US stocks fell sharply in late trading after comments by the Bank of England's chief about removing market support shook investor confidence. Treasury yields rose, and the dollar strengthened.

The S&P 500 fell amid renewed selling in technology stocks, sending the Nasdaq 100 down more than 1%. Long-end treasuries took the brunt of the losses, and the pound fell after BOE governor Andrew Bailey urged investors to finish winding up positions they couldn't keep, saying the central bank will halt market intervention at the end of this week as planned.

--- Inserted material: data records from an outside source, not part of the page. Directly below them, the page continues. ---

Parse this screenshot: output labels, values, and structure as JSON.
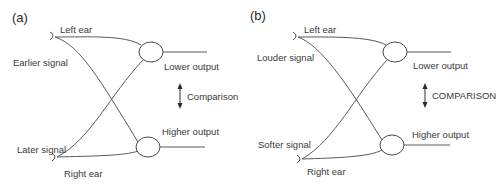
{
  "panels": [
    {
      "id": "a",
      "label": "(a)",
      "top_ear_label": "Left ear",
      "bottom_ear_label": "Right ear",
      "top_signal_label": "Earlier signal",
      "bottom_signal_label": "Later signal",
      "top_output_label": "Lower output",
      "bottom_output_label": "Higher output",
      "comparison_label": "Comparison"
    },
    {
      "id": "b",
      "label": "(b)",
      "top_ear_label": "Left ear",
      "bottom_ear_label": "Right ear",
      "top_signal_label": "Louder signal",
      "bottom_signal_label": "Softer signal",
      "top_output_label": "Lower output",
      "bottom_output_label": "Higher output",
      "comparison_label": "COMPARISON"
    }
  ],
  "colors": {
    "line": "#5a5a5a",
    "text": "#3a3a3a",
    "background": "#ffffff"
  }
}
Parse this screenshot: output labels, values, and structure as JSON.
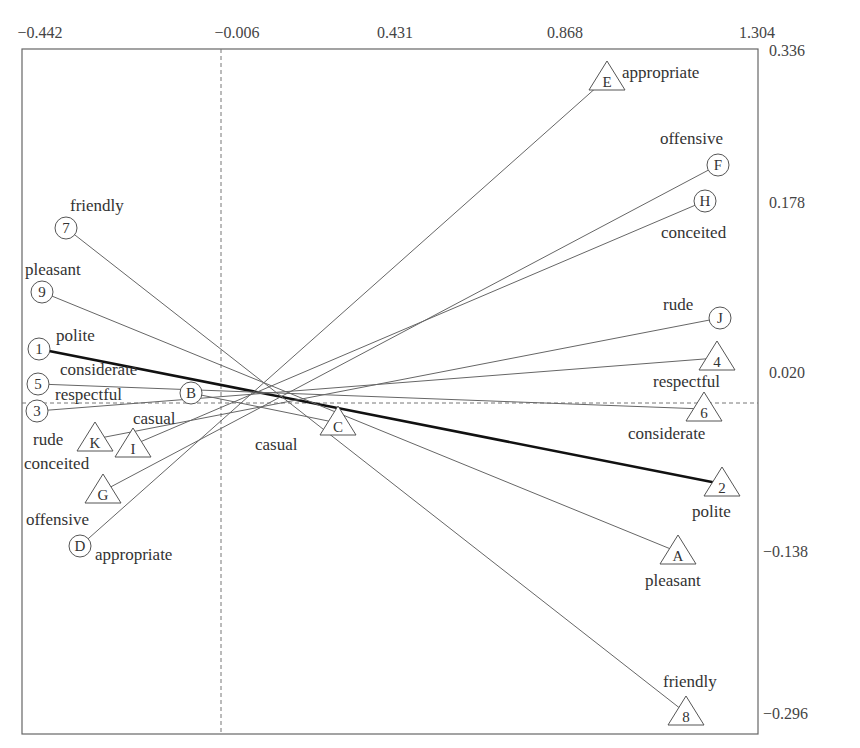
{
  "chart_data": {
    "type": "scatter",
    "title": "",
    "subtitle": "Correspondence/biplot of paired semantic-differential items (circles = one pole, triangles = opposite pole)",
    "x_ticks": [
      "-0.442",
      "-0.006",
      "0.431",
      "0.868",
      "1.304"
    ],
    "y_ticks": [
      "0.336",
      "0.178",
      "0.020",
      "-0.138",
      "-0.296"
    ],
    "xlim": [
      -0.442,
      1.304
    ],
    "ylim": [
      -0.296,
      0.336
    ],
    "grid": false,
    "reference_lines": {
      "x": -0.006,
      "y": 0.0
    },
    "points": [
      {
        "id": "1",
        "shape": "circle",
        "label": "polite",
        "x": 39,
        "y": 349
      },
      {
        "id": "2",
        "shape": "triangle",
        "label": "polite",
        "x": 722,
        "y": 484
      },
      {
        "id": "3",
        "shape": "circle",
        "label": "",
        "x": 37,
        "y": 411
      },
      {
        "id": "4",
        "shape": "triangle",
        "label": "respectful",
        "x": 717,
        "y": 358
      },
      {
        "id": "5",
        "shape": "circle",
        "label": "considerate",
        "x": 38,
        "y": 384
      },
      {
        "id": "6",
        "shape": "triangle",
        "label": "considerate",
        "x": 704,
        "y": 409
      },
      {
        "id": "7",
        "shape": "circle",
        "label": "friendly",
        "x": 66,
        "y": 228
      },
      {
        "id": "8",
        "shape": "triangle",
        "label": "friendly",
        "x": 686,
        "y": 713
      },
      {
        "id": "9",
        "shape": "circle",
        "label": "pleasant",
        "x": 42,
        "y": 292
      },
      {
        "id": "A",
        "shape": "triangle",
        "label": "pleasant",
        "x": 678,
        "y": 552
      },
      {
        "id": "B",
        "shape": "circle",
        "label": "respectful",
        "x": 191,
        "y": 393
      },
      {
        "id": "C",
        "shape": "triangle",
        "label": "casual",
        "x": 338,
        "y": 423
      },
      {
        "id": "D",
        "shape": "circle",
        "label": "appropriate",
        "x": 80,
        "y": 546
      },
      {
        "id": "E",
        "shape": "triangle",
        "label": "appropriate",
        "x": 607,
        "y": 78
      },
      {
        "id": "F",
        "shape": "circle",
        "label": "offensive",
        "x": 718,
        "y": 165
      },
      {
        "id": "G",
        "shape": "triangle",
        "label": "offensive",
        "x": 103,
        "y": 491
      },
      {
        "id": "H",
        "shape": "circle",
        "label": "conceited",
        "x": 705,
        "y": 201
      },
      {
        "id": "I",
        "shape": "triangle",
        "label": "casual",
        "x": 133,
        "y": 445
      },
      {
        "id": "J",
        "shape": "circle",
        "label": "rude",
        "x": 720,
        "y": 318
      },
      {
        "id": "K",
        "shape": "triangle",
        "label": "rude / conceited",
        "x": 95,
        "y": 439
      }
    ],
    "connections": [
      {
        "from": "1",
        "to": "2",
        "bold": true
      },
      {
        "from": "3",
        "to": "4",
        "bold": false
      },
      {
        "from": "5",
        "to": "6",
        "bold": false
      },
      {
        "from": "7",
        "to": "8",
        "bold": false
      },
      {
        "from": "9",
        "to": "A",
        "bold": false
      },
      {
        "from": "B",
        "to": "C",
        "bold": false
      },
      {
        "from": "D",
        "to": "E",
        "bold": false
      },
      {
        "from": "G",
        "to": "F",
        "bold": false
      },
      {
        "from": "I",
        "to": "H",
        "bold": false
      },
      {
        "from": "K",
        "to": "J",
        "bold": false
      }
    ],
    "text_labels": [
      {
        "text": "appropriate",
        "x": 622,
        "y": 78
      },
      {
        "text": "offensive",
        "x": 660,
        "y": 144
      },
      {
        "text": "conceited",
        "x": 661,
        "y": 238
      },
      {
        "text": "rude",
        "x": 663,
        "y": 310
      },
      {
        "text": "respectful",
        "x": 653,
        "y": 387
      },
      {
        "text": "considerate",
        "x": 628,
        "y": 439
      },
      {
        "text": "polite",
        "x": 692,
        "y": 517
      },
      {
        "text": "pleasant",
        "x": 645,
        "y": 586
      },
      {
        "text": "friendly",
        "x": 663,
        "y": 687
      },
      {
        "text": "friendly",
        "x": 70,
        "y": 211
      },
      {
        "text": "pleasant",
        "x": 25,
        "y": 275
      },
      {
        "text": "polite",
        "x": 56,
        "y": 341
      },
      {
        "text": "considerate",
        "x": 60,
        "y": 375
      },
      {
        "text": "respectful",
        "x": 55,
        "y": 400
      },
      {
        "text": "casual",
        "x": 133,
        "y": 424
      },
      {
        "text": "rude",
        "x": 33,
        "y": 445
      },
      {
        "text": "conceited",
        "x": 24,
        "y": 469
      },
      {
        "text": "offensive",
        "x": 26,
        "y": 525
      },
      {
        "text": "appropriate",
        "x": 95,
        "y": 560
      },
      {
        "text": "casual",
        "x": 255,
        "y": 450
      }
    ]
  }
}
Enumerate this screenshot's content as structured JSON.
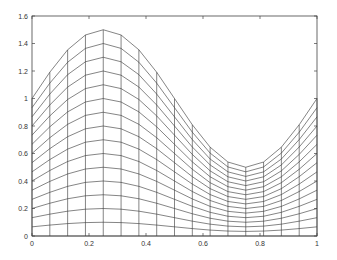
{
  "chart_data": {
    "type": "line",
    "title": "",
    "xlabel": "",
    "ylabel": "",
    "xlim": [
      0,
      1
    ],
    "ylim": [
      0,
      1.6
    ],
    "grid": false,
    "legend": null,
    "x": [
      0,
      0.0625,
      0.125,
      0.1875,
      0.25,
      0.3125,
      0.375,
      0.4375,
      0.5,
      0.5625,
      0.625,
      0.6875,
      0.75,
      0.8125,
      0.875,
      0.9375,
      1
    ],
    "levels": 16,
    "amplitude": 0.5,
    "top_curve_values": [
      1.0,
      1.191,
      1.354,
      1.462,
      1.5,
      1.462,
      1.354,
      1.191,
      1.0,
      0.809,
      0.646,
      0.538,
      0.5,
      0.538,
      0.646,
      0.809,
      1.0
    ],
    "xticks": [
      "0",
      "0.2",
      "0.4",
      "0.6",
      "0.8",
      "1"
    ],
    "xtick_values": [
      0,
      0.2,
      0.4,
      0.6,
      0.8,
      1
    ],
    "yticks": [
      "0",
      "0.2",
      "0.4",
      "0.6",
      "0.8",
      "1",
      "1.2",
      "1.4",
      "1.6"
    ],
    "ytick_values": [
      0,
      0.2,
      0.4,
      0.6,
      0.8,
      1,
      1.2,
      1.4,
      1.6
    ],
    "line_color": "#333333"
  }
}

Risk sentiment remained fragile following a four-day losing streak that wiped $1.6 trillion off the value of the S&P 500 index ahead of US inflation data. In the absence of a major shortfall, Thursday's data could cement the case for another 75-basis-point interest-rate increase at the Federal Reserve meeting.

Officials have not indicated a desire to pause their rate-hiking cycle in the near future, with Cleveland Fed President Loretta Mester saying on Tuesday that officials must continue raising interest rates and cannot become complacent.

Pension funds in the UK felt that the Bank of England's intervention in the Gilt markets should be extended to the end of the month, but the Bank of England Governors' comments at the IIF event later in the session stated that they were sticking to the plan, ending QE on Friday. Off the back of this, the pound plummeted, and its effects rippled throughout the market in the final hour of trading.